Of course, that only tends to be the case if you can’t afford to pay what it costs to get a doctor to take the risk of swapping the white jacket for court clothes, so we know who tends to endanger their lives and find themselves lying in the public hospital most often.

Christopher Columbus Gif
Ugh, this guy again. (via lovethispic.com)

You’d think all of the above (which A.S.P.I.R.E. has been patiently explaining since 2000) plus the fact that abortions performed by medical professionals can be safer than childbirth, would make safe access an obvious healthcare issue to be urgently addressed by our government. Alas, this is the land of the Concordat; the land which, legend has it, bears a name bestowed upon it by a devout coloniser. It wasn’t so long ago that our national awards paid homage to this.

So, naturally, this is also the land where, when asked what the government could do to address this issue, a former health minister expressed concern while also declaring abortions to be a “moral decision“. The implications of this are quite clear as it relates to stigma (if an abortion is an immoral act, what does that make an individual who chooses to have one/assists a patient to have one safely?).

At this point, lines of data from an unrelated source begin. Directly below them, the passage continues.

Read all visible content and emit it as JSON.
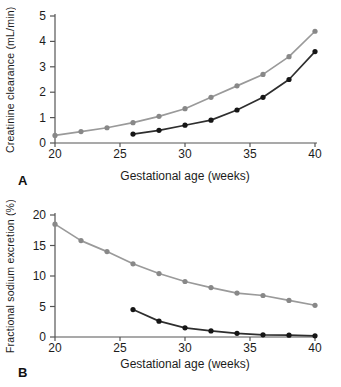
{
  "style": {
    "background": "#ffffff",
    "axis_color": "#555555",
    "text_color": "#1c1c1c",
    "gray_series_color": "#9a9a9a",
    "gray_marker_color": "#888888",
    "black_series_color": "#2e2e2e",
    "black_marker_color": "#161616"
  },
  "chart_data": [
    {
      "type": "line",
      "panel_label": "A",
      "xlabel": "Gestational age (weeks)",
      "ylabel": "Creatinine clearance (mL/min)",
      "xlim": [
        20,
        40
      ],
      "ylim": [
        0,
        5
      ],
      "xticks": [
        20,
        25,
        30,
        35,
        40
      ],
      "yticks": [
        0,
        1,
        2,
        3,
        4,
        5
      ],
      "grid": false,
      "legend": "none",
      "series": [
        {
          "name": "gray-series",
          "color": "#9a9a9a",
          "marker_color": "#888888",
          "x": [
            20,
            22,
            24,
            26,
            28,
            30,
            32,
            34,
            36,
            38,
            40
          ],
          "values": [
            0.3,
            0.45,
            0.6,
            0.8,
            1.05,
            1.35,
            1.8,
            2.25,
            2.7,
            3.4,
            4.4
          ]
        },
        {
          "name": "black-series",
          "color": "#2e2e2e",
          "marker_color": "#161616",
          "x": [
            26,
            28,
            30,
            32,
            34,
            36,
            38,
            40
          ],
          "values": [
            0.35,
            0.5,
            0.7,
            0.9,
            1.3,
            1.8,
            2.5,
            3.6
          ]
        }
      ]
    },
    {
      "type": "line",
      "panel_label": "B",
      "xlabel": "Gestational age (weeks)",
      "ylabel": "Fractional sodium excretion (%)",
      "xlim": [
        20,
        40
      ],
      "ylim": [
        0,
        20
      ],
      "xticks": [
        20,
        25,
        30,
        35,
        40
      ],
      "yticks": [
        0,
        5,
        10,
        15,
        20
      ],
      "grid": false,
      "legend": "none",
      "series": [
        {
          "name": "gray-series",
          "color": "#9a9a9a",
          "marker_color": "#888888",
          "x": [
            20,
            22,
            24,
            26,
            28,
            30,
            32,
            34,
            36,
            38,
            40
          ],
          "values": [
            18.5,
            15.8,
            14.0,
            12.0,
            10.4,
            9.1,
            8.1,
            7.2,
            6.8,
            6.0,
            5.2
          ]
        },
        {
          "name": "black-series",
          "color": "#2e2e2e",
          "marker_color": "#161616",
          "x": [
            26,
            28,
            30,
            32,
            34,
            36,
            38,
            40
          ],
          "values": [
            4.5,
            2.6,
            1.5,
            1.0,
            0.6,
            0.35,
            0.3,
            0.2
          ]
        }
      ]
    }
  ]
}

It also clarifies successive governments’ willingness (or lack thereof) to wade into a very politically contentious matter and brings us full circle back to the shenanigans going on in Texas. Unlike T&T, the US has an established Supreme Court decision confirming that abortion access is a constitutional right. This hasn’t stopped “pro-lifers” (AKA “forced birthers”) from spending decades looking for a loophole, though, and it looks like they may have finally found one that works.

This time around, instead of the State directly attempting to block access (which, again, would be unconstitutional), the legislation simply deputises individual “pro-lifers” to police the actions of fellow citizens by suing healthcare providers who provide the procedure.

Evil villain twirling his moustache gif.
Nice one, guys. (via giphy.com)

The clever thing about this is that no one is actually required to sue a clinic for the law to be effective immediately. In a society as litigious as the US, the threat of a draining and expensive lawsuit is often enough to police behaviour, at least, among those who don’t have armies of lawyers and the required spare cash at their disposal. The fact that the new abortion police are likely to win (given the restrictive terms set out in the legislation) only makes it worse.

The especially diabolical thing about it is how, by placing enforcement in the hands of private citizens, the State shields itself from being sued. Where an outright ban would immediately result in a lawsuit against the State for violating the constitution, this law can seemingly only be challenged once a citizen sues a healthcare provider, which again is a very daunting process for a single organisation to undertake.

So it looks like the “pro-lifers” won this round in Texas. They’re certainly ‘winning’ here in T&T, where there is zero political will to even glance at the topic of abortion access, particularly given everything else going on right now.

I wonder what exactly they’ve won, though.

In a country where my child is technically guaranteed free healthcare and education, but where the quality she receives is often directly linked to my ability to either benefit from a personal connection, pay, or make enough bacchanal to get her meaningful care and attention… a country where I’ve been told to my face that I have damaged her irreparably by choosing to raise her alone in a happy home (instead of a toxic one) but I am also expected to work as if she doesn’t exist… a country that only recently outlawed child marriage (over the objections of certain prominent religious figures) and consistently refuses to institute a national sex education curriculum in its schools I really wonder.

I wonder what we’re actually interested in protecting.